KU researcher studies benefits of spirituality for older adults

If you attend 8:30 a.m. Sunday Mass at St. John the Evangelist Catholic Church, 1234 Ky., you’ll likely see Tony and Marie Ice seated in the pews.

“We never miss Mass, unless it’s just totally impossible to make it,” says Marie, 71.

“I can count on the fingers of one hand how many times we’ve missed in the last 50 years. I missed a couple of times when I was in the hospital having a baby. Tony might miss, if he were really sick.”

In addition to being fixtures at Mass, the couple has made prayer — as well as an overall spiritual mindset — a central part of their lives.

Tony, 82, and his wife both feel they’ve gained much by adopting this life-affirming approach.

“I don’t think there’s any doubt about it. It certainly gives me peace of mind. I know we’re in the evening years of our lives, and I don’t fear that at all,” Marie says. “I think it’s through the spiritual life that you learn to trust in God and have faith. And that’s what life is about.”

The Ices would seem to be living proof that spirituality and the practice of religion can contribute to the health and well-being of older adults.

Whether that assumption is actually the case is the focus of work being done at Kansas University by Holly Nelson-Becker, an assistant professor of social welfare. Nelson-Becker is a gerontology expert who has long studied the ways religion and spirituality appear to help older adults — healthy or infirm — meet life’s challenges. She’s conducting research that has been following senior citizens under hospice care in Topeka and her hometown of Chicago.

According to a previous study of older adults living independently that she conducted, about 92 percent of those who reported that religion or spirituality was important to them also reported a high level of well-being.

“It doesn’t help everybody. But to those for whom religion and spirituality are important, it gives meaning and purpose, it gives hope, it gives a sense of compassion and understanding,” Nelson-Becker says.

“It seems to be a pathway for some people to achieve a higher quality of life.”

The 60 senior citizens Nelson-Becker will survey for her current research project at KU are at three hospice sites: Midland Hospice in Topeka and Ottawa; and Saint Thomas Hospice in the Chicago suburb of Burr Ridge, Ill. The research recently received $100,000 in funding from the John A. Hartford Foundation in New York that was administered through the Geronotological Society of America.

Rapidly aging society

Ken Weihe, left, and Lila Botone, center, receive Communion from Carrie Mayhew during a worship service held at the Pioneer Ridge Retirement Community, 4851 Harvard Road. A study by Kansas University professor Holly Nelson-Becker showed spirituality aids the well-being of many older adults.

Nelson-Becker is asking the older adults in her study about their use of spiritual and nonspiritual coping strategies — such as prayer and meditation or talking to friends — and she will measure their responses according to three standardized instruments. She will use the Ways of Coping Scale; the Missoula-VITAS quality of life index; and the Spiritual Strategies Scale, which she helped develop.

Organized religion might play some part in the reports of well-being, but Nelson-Becker points out that the study, “Spirituality and Religion: An Exploration of Factors in the Health and Well-Being of Older Adults,” focuses more on spirituality — not the particular beliefs of any one faith.

For the purpose of the study, spirituality was defined as the idea of connections with a power, purpose or idea that transcends the self, and religion as the identification of the practices, rituals and beliefs associated with a particular institutional pattern.

There is another year and a half left to go in the KU study. Data collection should be done by September.

The funding from the Hartford Foundation helps address a growing need to focus more research on the physical and mental health needs of a rapidly growing elderly population, according to Nelson-Becker.

“It’s especially important, because the Hartford Foundation saw a real disconnect between this particular demographic and the rest of society. Our society is quickly aging, and by 2030 about 20 percent of all Americans will be 65 years or older,” she says.

Holly Nelson-Becker, an assistant professor of social welfare at Kansas University, is a gerontology expert. She studies the effects of religion and spirituality on older adults.

Spiritual presence

The funding for Nelson-Becker’s research also focuses on the current lack of training among health professionals who work with older adults.

“It’s an area that hasn’t really been addressed adequately. Even though social work had religious roots, we have distanced ourselves from it,” she says. “In the last four or five years, though, we have started getting back to that — not just in social work but in other health-related professions as well.”

Nelson-Becker says she’s honored to work with older adults, to witness their wisdom and resiliency. And though the power of spirituality is often hard to define, this researcher knows it when she sees it.

“You can feel it. You can sense when people are talking to you of a spiritual presence. It’s a way of seeing,” she says.

“I believe there is a spiritual presence in the world that’s there for everyone, but not everyone chooses to access it.”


> _ASSIGNED TASK_:
Every record should be copied exactly, and the images omitted.

> _INPUT DATA_:
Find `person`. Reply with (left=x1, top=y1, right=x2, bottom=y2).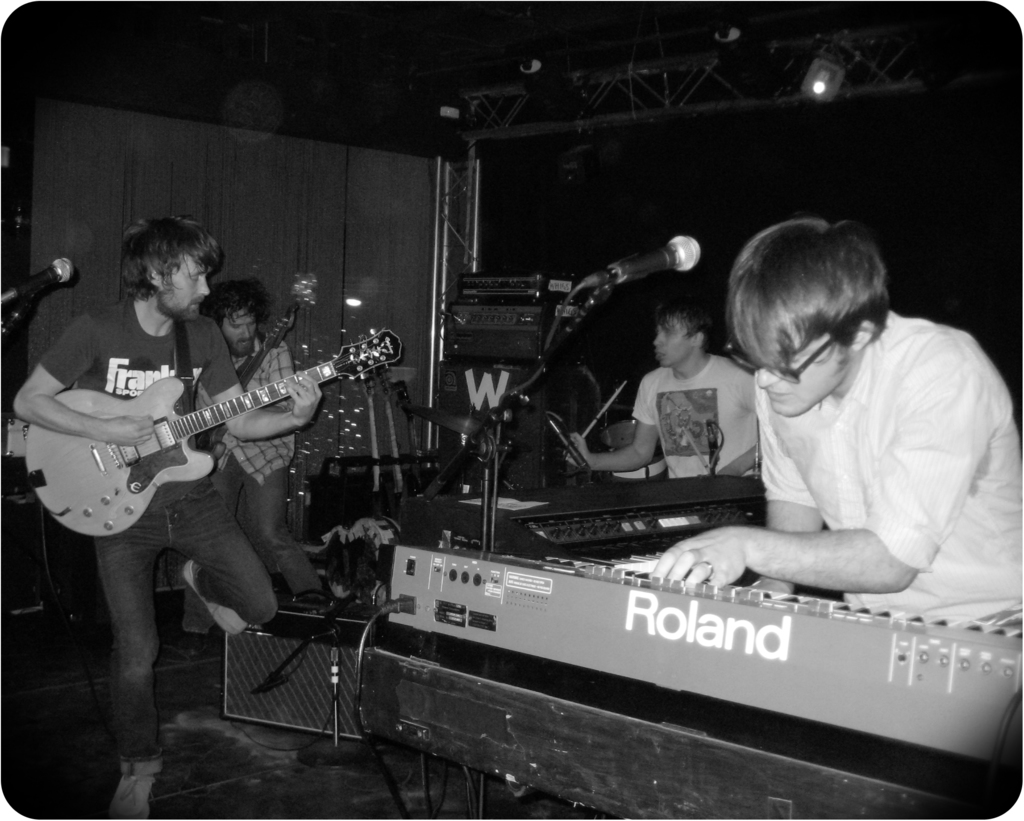
(left=7, top=213, right=320, bottom=820).
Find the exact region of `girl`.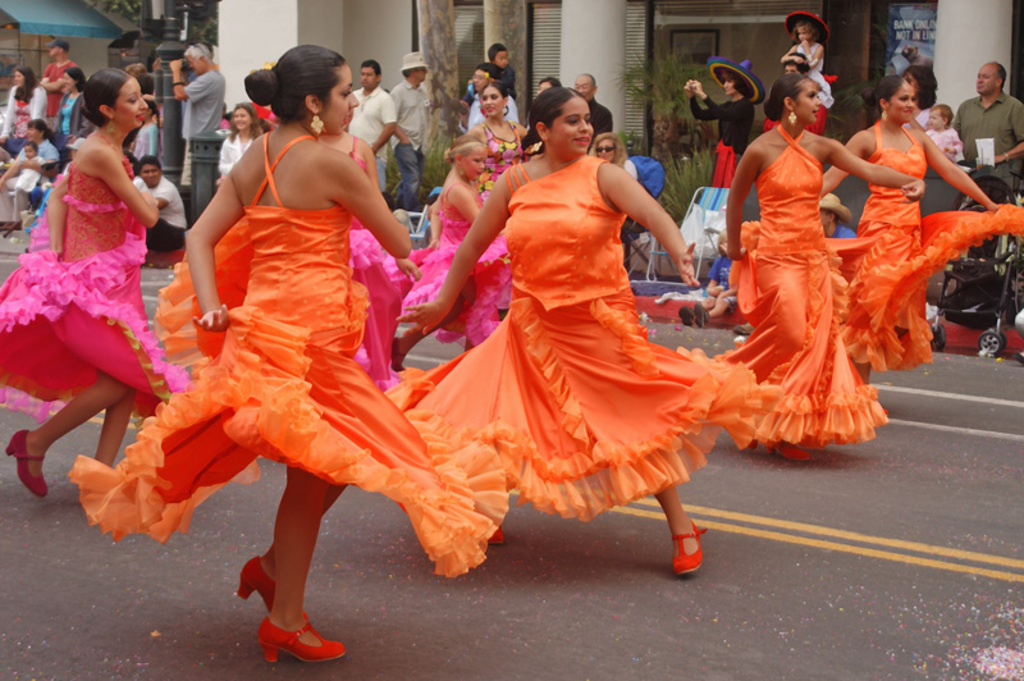
Exact region: (left=0, top=60, right=193, bottom=525).
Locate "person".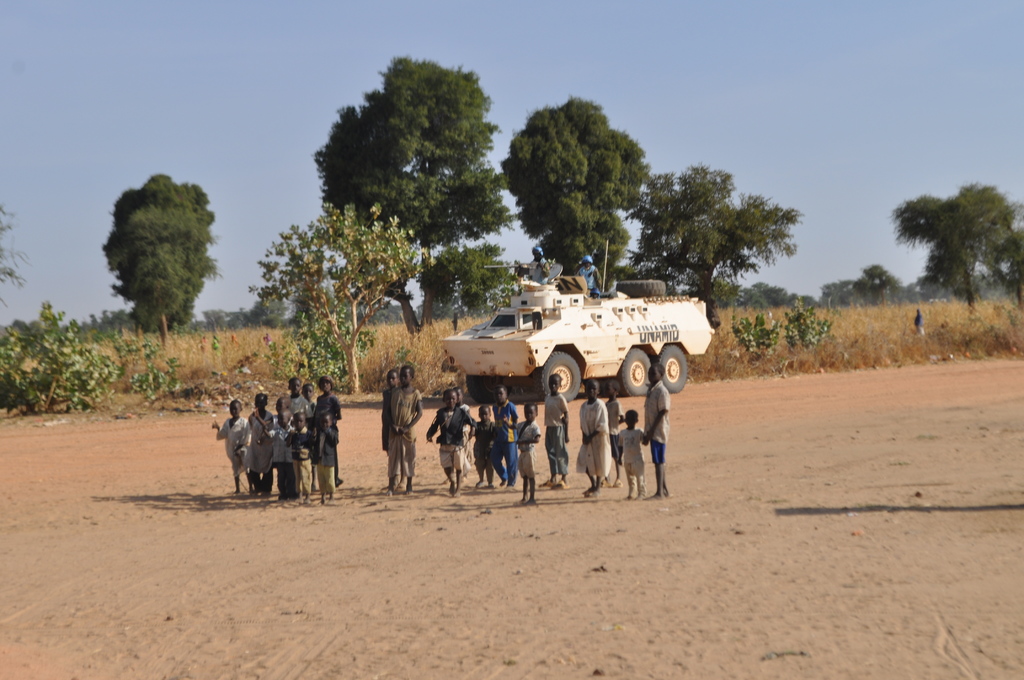
Bounding box: 637, 358, 681, 502.
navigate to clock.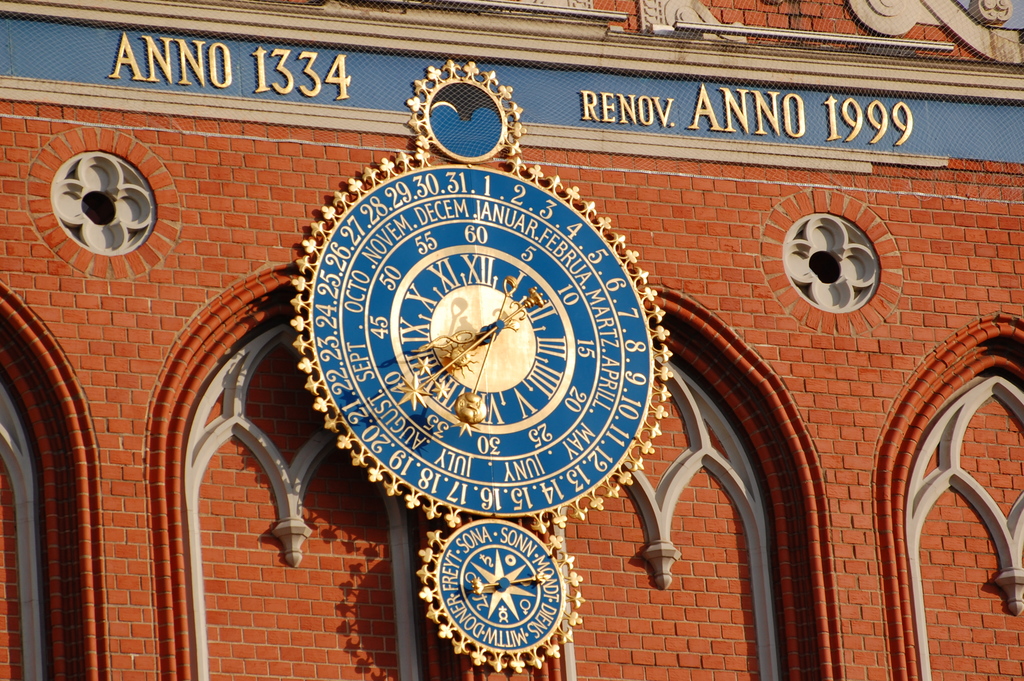
Navigation target: 326 200 657 520.
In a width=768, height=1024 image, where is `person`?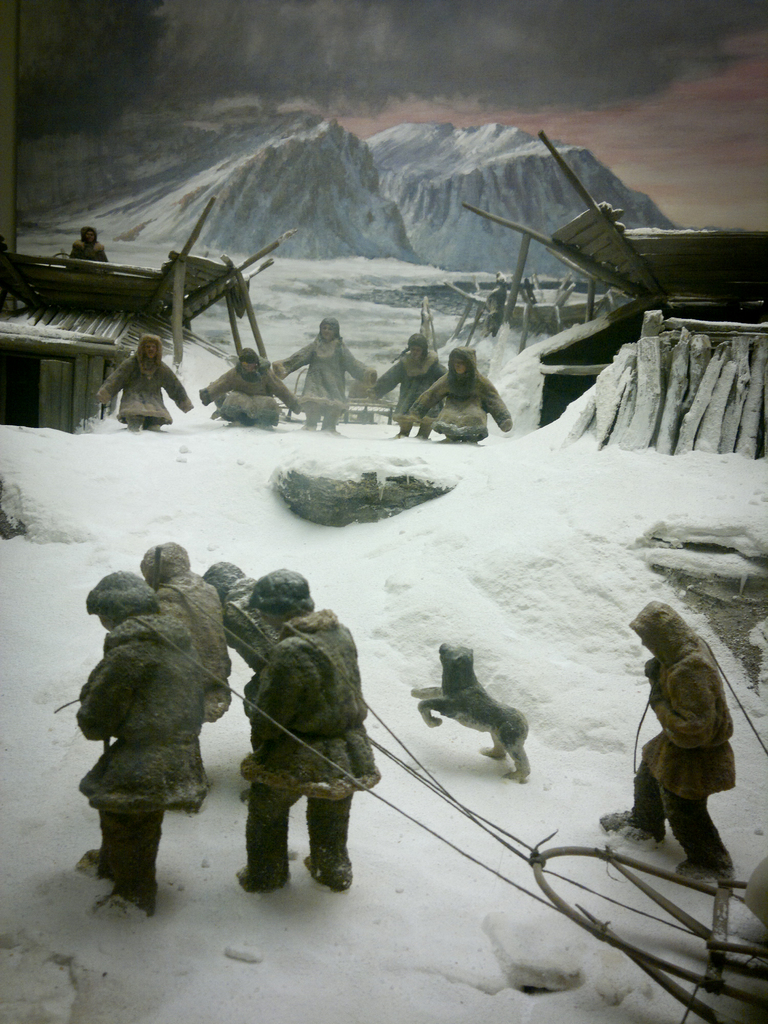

> _ANSWER TO THE PROBLEM_:
Find `person`. Reply with (left=x1, top=y1, right=x2, bottom=y2).
(left=7, top=213, right=320, bottom=820).
Find the exact region of `girl`.
Exact region: (left=0, top=60, right=193, bottom=525).
Locate "person".
Bounding box: 637, 358, 681, 502.
navigate to clock.
Navigation target: 326 200 657 520.
In a width=768, height=1024 image, where is `person`?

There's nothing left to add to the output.